Besides, there is no consideration on the part of the banks, since they create the money out of thin air.

http://www.webofdebt.com/articles/dollar-deception.php

Basically, the system works by banks creating money out of thin air as principal, knowing the interest can not be paid back for 100% of their loans, which allows them to seize real assets from those who default and end up in foreclosure.

In essence, the Federal Reserve System is a system designed for banks to create fictitous capital without earning it, and exchanging it for capital created by labour, transferring wealth and property from the lower classes to the higher classes who own the banks (interest and property) and government (income tax).

The Fed MUST go. It is the problem. Every recession or depression is intentionally created by the Fed to facilitate wealth and property transfer. In the end, the Big banks always come out of each crisis bigger, stronger and wealthier, while smaller banks and the middle class get eaten up.

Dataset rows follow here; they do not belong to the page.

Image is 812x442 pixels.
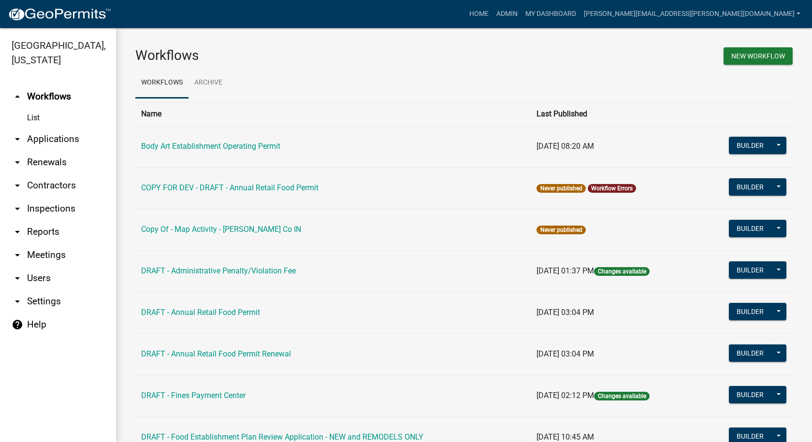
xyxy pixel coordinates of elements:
[141,433,423,442] a: DRAFT - Food Establishment Plan Review Application - NEW and REMODELS ONLY
[12,249,23,261] i: arrow_drop_down
[141,225,301,234] a: Copy Of - Map Activity - [PERSON_NAME] Co IN
[537,433,594,442] span: [DATE] 10:45 AM
[594,267,649,276] span: Changes available
[729,262,772,279] button: Builder
[135,47,457,64] h3: Workflows
[493,5,522,23] a: Admin
[12,273,23,284] i: arrow_drop_down
[729,178,772,196] button: Builder
[135,102,531,126] th: Name
[522,5,580,23] a: My Dashboard
[12,180,23,191] i: arrow_drop_down
[12,319,23,331] i: help
[729,220,772,237] button: Builder
[12,203,23,215] i: arrow_drop_down
[12,157,23,168] i: arrow_drop_down
[537,391,594,400] span: [DATE] 02:12 PM
[189,68,228,99] a: Archive
[12,91,23,102] i: arrow_drop_up
[135,68,189,99] a: Workflows
[141,142,280,151] a: Body Art Establishment Operating Permit
[729,386,772,404] button: Builder
[141,183,319,192] a: COPY FOR DEV - DRAFT - Annual Retail Food Permit
[466,5,493,23] a: Home
[729,303,772,320] button: Builder
[141,266,296,276] a: DRAFT - Administrative Penalty/Violation Fee
[12,226,23,238] i: arrow_drop_down
[531,102,698,126] th: Last Published
[141,391,246,400] a: DRAFT - Fines Payment Center
[12,133,23,145] i: arrow_drop_down
[580,5,804,23] a: [PERSON_NAME][EMAIL_ADDRESS][PERSON_NAME][DOMAIN_NAME]
[724,47,793,65] button: New Workflow
[537,226,585,234] span: Never published
[537,142,594,151] span: [DATE] 08:20 AM
[141,349,291,359] a: DRAFT - Annual Retail Food Permit Renewal
[537,184,585,193] span: Never published
[537,266,594,276] span: [DATE] 01:37 PM
[729,137,772,154] button: Builder
[729,345,772,362] button: Builder
[537,308,594,317] span: [DATE] 03:04 PM
[594,392,649,401] span: Changes available
[12,296,23,307] i: arrow_drop_down
[537,349,594,359] span: [DATE] 03:04 PM
[141,308,260,317] a: DRAFT - Annual Retail Food Permit
[591,185,633,192] a: Workflow Errors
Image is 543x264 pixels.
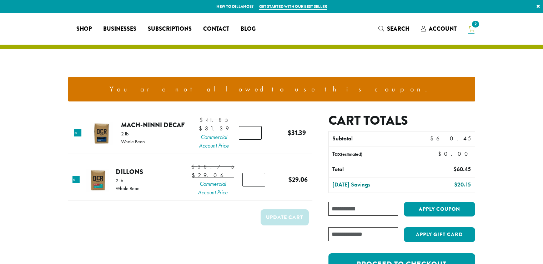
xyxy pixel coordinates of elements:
[328,113,475,128] h2: Cart totals
[430,135,471,142] bdi: 60.45
[288,128,306,137] bdi: 31.39
[242,173,265,186] input: Product quantity
[387,25,409,33] span: Search
[203,25,229,34] span: Contact
[199,133,229,150] span: Commercial Account Price
[191,163,197,170] span: $
[341,151,362,157] small: (estimated)
[86,168,109,192] img: Dillons
[288,128,291,137] span: $
[116,167,143,176] a: Dillons
[121,139,145,144] p: Whole Bean
[74,129,81,136] a: Remove this item
[199,116,206,123] span: $
[72,176,80,183] a: Remove this item
[453,165,456,173] span: $
[259,4,327,10] a: Get started with our best seller
[74,82,469,96] li: You are not allowed to use this coupon.
[438,150,471,157] bdi: 0.00
[288,174,308,184] bdi: 29.06
[103,25,136,34] span: Businesses
[288,174,292,184] span: $
[76,25,92,34] span: Shop
[329,147,432,162] th: Tax
[192,171,198,179] span: $
[404,227,475,242] button: Apply Gift Card
[260,209,309,225] button: Update cart
[191,179,234,197] span: Commercial Account Price
[429,25,456,33] span: Account
[90,122,113,145] img: Mach-Ninni Decaf
[121,131,145,136] p: 2 lb
[71,23,97,35] a: Shop
[329,162,416,177] th: Total
[239,126,262,140] input: Product quantity
[116,186,140,191] p: Whole Bean
[404,202,475,216] button: Apply coupon
[199,116,228,123] bdi: 41.85
[453,165,471,173] bdi: 60.45
[199,125,205,132] span: $
[121,120,184,130] a: Mach-Ninni Decaf
[240,25,255,34] span: Blog
[116,178,140,183] p: 2 lb
[372,23,415,35] a: Search
[430,135,436,142] span: $
[199,125,229,132] bdi: 31.39
[192,171,234,179] bdi: 29.06
[470,19,480,29] span: 2
[148,25,192,34] span: Subscriptions
[454,181,457,188] span: $
[191,163,234,170] bdi: 38.75
[438,150,444,157] span: $
[454,181,471,188] bdi: 20.15
[329,177,416,192] th: [DATE] Savings
[329,131,416,146] th: Subtotal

Yet after each crisis, we give the Fed more power.

The solution to the current crisis is simple. The government can issue it's own money, buy up each mortgage at face value. Burn the mortgages, and set mortgage debt to zero. Future mortgages will be issued by state banks under state regulations. Money will be created by National banks under federal supervision, to ensure the money is loaned to sectors of the economy that improve the country, at low interest, like infrastructure, and not for speculative fictitous capital ventures.

When Profit motives are the only motive considered by private banks and health insurance companies, and government does not intervene to protect the general welfare of it's citizens as required by the constitution, then what you see today is the result.